'Inevitable' North Korean 'Rockets' Will Strike The United States, Foreign Minister Tells UN

North Korea rocket attack
North Korean Foreign Minister Ri Yong-ho addresses the 72nd United Nations General Assembly at U.N. headquarters in New York, U.S., September 23, 2017. REUTERS/Eduardo Munoz

One of North Korea's top officials further escalated tensions and threats with the United States.

Due to President Donald Trump calling the North's leader Kim Jong Un "rocket man," the country's foreign minister told the United Nations Saturday Trump made an attack by the North on the U.S. mainland "inevitable," according to Reuters.

"Through such a prolonged and arduous struggle, now we are finally only a few steps away from the final gate of completion of the state nuclear force," Ri Yong Ho said.

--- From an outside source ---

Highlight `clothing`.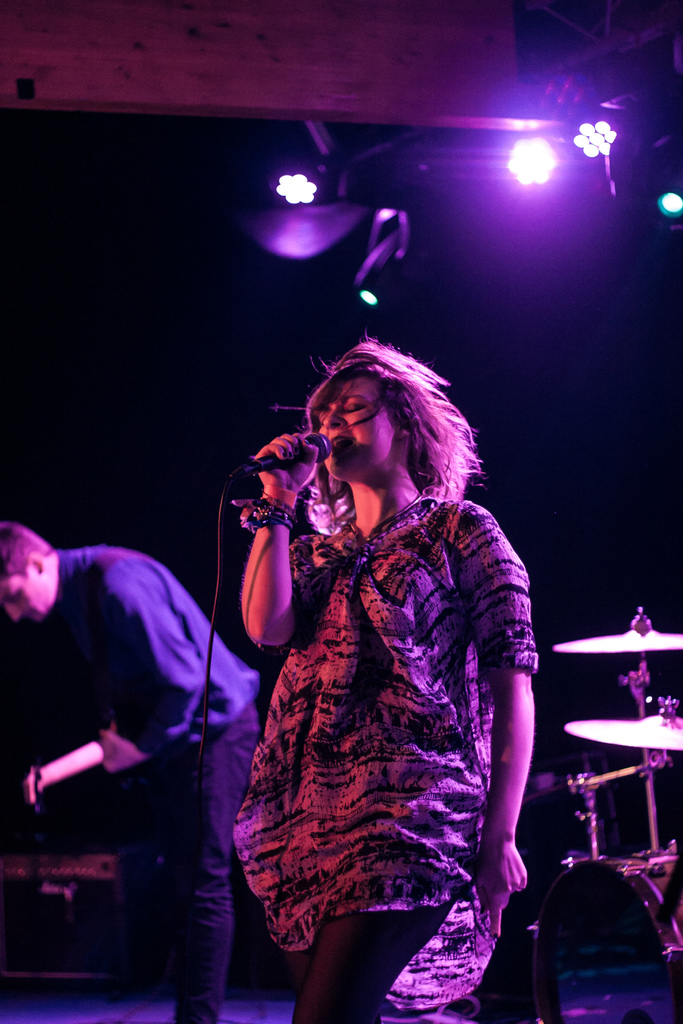
Highlighted region: {"left": 31, "top": 541, "right": 265, "bottom": 1018}.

Ri also stated that more sanctions against the North would not deter it.

"It is only a forlorn hope to consider any chance that the DPRK (North Korea) would be shaken an inch or change its stance due to the harsher sanctions by the hostile forces," he said.

Democratic People's Republic of Korea, or DPRK, is how the North officially refers to itself.

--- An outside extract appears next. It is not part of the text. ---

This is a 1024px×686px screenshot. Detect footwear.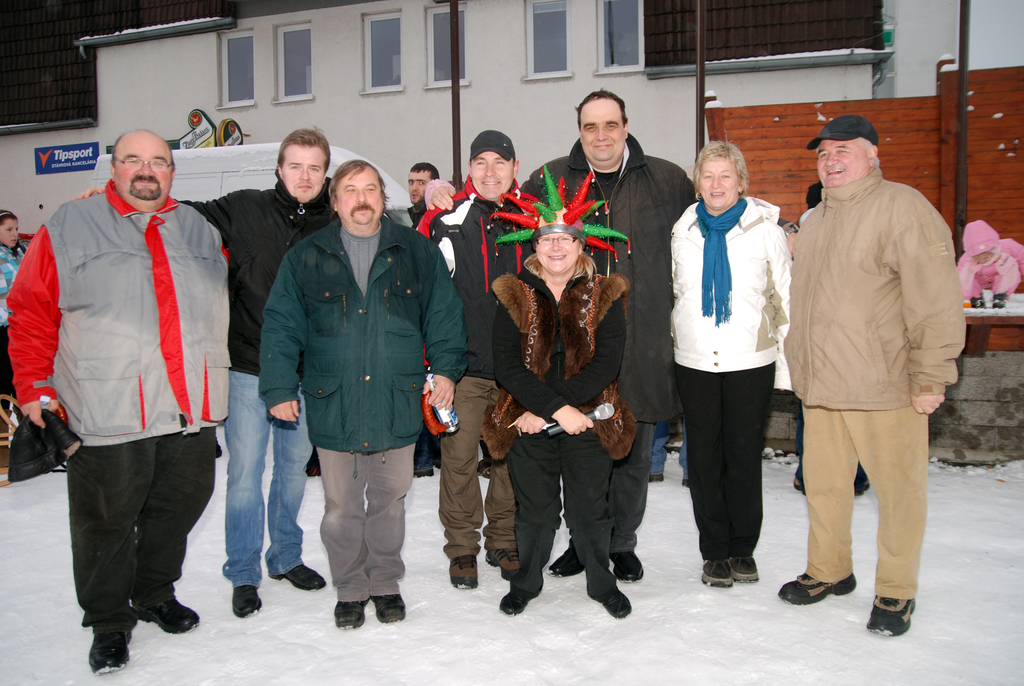
[303,455,321,478].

Ri's comments came a day after he told the international body the North could conduct hydrogen bomb test over the Pacific Ocean, which would be the country's seventh nuclear test.

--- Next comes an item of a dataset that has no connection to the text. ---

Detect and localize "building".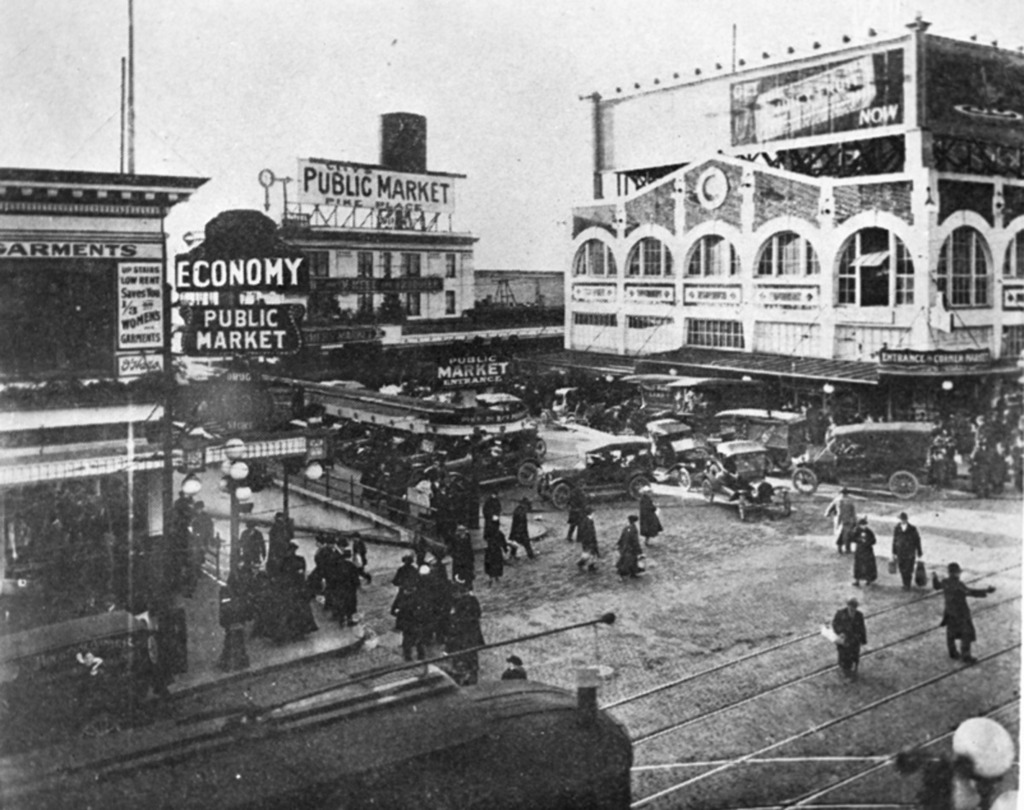
Localized at left=0, top=176, right=209, bottom=582.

US Air Force bombers flew east of the North Saturday as a "demonstration of US resolve," Pentagon officials said according to The Guardian.

The North has long maintained the U.S. military, along with its allies South Korea and Japan, have been plotting a preemptive attack to overthrow Kim's government.

Kim wondered Friday, in a rare statement broadcast over the North's state-run television, what kind of response Trump could have expected "when he allowed such eccentric words to trip off his tongue," according to CNN. He also said Trump was displaying "mentally deranged behavior" and call the president a "dotard."

Trump repeated his nickname of "rocket man" towards Kim and said the U.S. would "destroy North Korea" while speaking at the UN Tuesday, and also thanked China and Russia for joining the rest of the UN Security Council to unanimously pass sanctions against Pyongyang.

The Trump administration announced even stronger sanctions against the North Thursday, targeting foreign financial institutions who would do any business with Kim's totalitarian regime.

On Twitter, Trump followed up Friday by calling Kim a "mad man who doesn't mind starving or killing is own people," and that Kim would be "tested like never before."

Kim Jong Un of North Korea, who is obviously a madman who doesn't mind starving or killing his people, will be tested like never before!